Are the particles magnetic? Certain oil additives plus heat plus steel filings will turn to a gold color. what’s the quality of the components overall.

One -year-old oil should not be black and dirty looking. it should be almost clear unless it had gross overheating (200-250f) or serious contamination with water or if it was motor oil. unless there is water contamination which can be avoided by a proper breather system log splitter oil should go longer than the life of the owner. a couple thousand hours on hydraulic oil is not at all unusual if there’s proper filtration and I’ve seen 20,000 hours.

The key is proper filtration and changing the filter when needed so that it’s not going into bypass. make sure the filter is installed the proper direction in and out. if backwards it may have destroyed the internals and not been filtering this whole time

10 or 16 ‘rated’ doesn’t matter. both are well below the visible to the naked eye size and it may not be any difference in the filter. it depends on the beta rating of the filter. it may take out 90% of the 16 microns and only 50% of the 10 µm and still be the same filter. part of it is in the advertising. that’s why the beta 10 rating standard was developed but that’s a whole different topic.

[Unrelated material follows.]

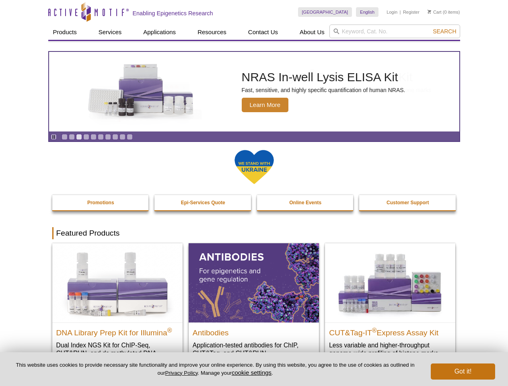  I want to click on img: We Stand With Ukraine, so click(254, 167).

a log splitter is a very crude circuit using constant flow pump with open center valve so that oil is moving through the return filter all the time. essentially you have a built-in filtering system. I would watch the filter keep changing the filters regularly and maybe just let it run for for 30 minutes or something in neutral.

The goal is not to function like an off-line filtration system. those run for hours and hours. the goal here is just take out particles that are large enough to cause catastrophic damage then let the return filter do its normal function over time and clean up the smaller particles.

and the bottom line is the components are crude enough and cheap enough that it’s easier to just run and fix on failure then it is to change the oil and do the oil analysis that would be done on a hydrostatic system that has $1 million worth of pumps and motors and 500-1000 gallons of oil.
 
Did some quick googling. Looks like OEM filter is 10 micron, that Napa is 16 micron? I would likely stick with a 10.


I thinking the stock one was 30 microns And the bigger one was 16 microns the bigger one should filter smaller things. I hope

Maybe I was seeing small air bubbles as I ran the splitter for a little to warm up the oil before I changed it. Who knows it’s sure looked like little metal specks. But the filter should have caught them if I could see they.

But like the one guy posted on here I changed the oil once and installed a new filter just to be safe but the cost of oil and filter was about 65 bucks so might not do that again and if the pump goes out it would be cheaper to just replace the pump than do oil changes a lot
 
Just something I ran into once. I bought a new cyl from Northern tool. I wanted to install larger ports so I took the cyl apart before mounting it on the splitter. When I pulled the ram the insides was full of big metal pieces. This came from the factory that way. If I had just used the cyl out of the box, it would have destroyed my hyd circuits. I bored out the ports and cleaned everything up and put it backtogether and its been running for several years now. Metal can get in the hyd systems a lot of ways other than normal wear and tear. The hyd tanks are welded metal and might not have been cleaned properly before filling with oil. Hoses cut with a chopsaw might have not been cleaned before being installed. I have also looked in the bottom of emptied 5gal oil buckets and seen a bunch of sludge. On my Ventrac tractor, the manufacturer recommends filtering the oil before pouring it into the hyd tank. I like changing the filters often, even if I dont always change the oil. I also run a suction filter in the tank, but have read where a lot of folks think that a bad ideal. suction filters are usually around 140 microns so they dont catch the little stuff, but they will get anything like sawdust or bark that might get into the tank when refilling.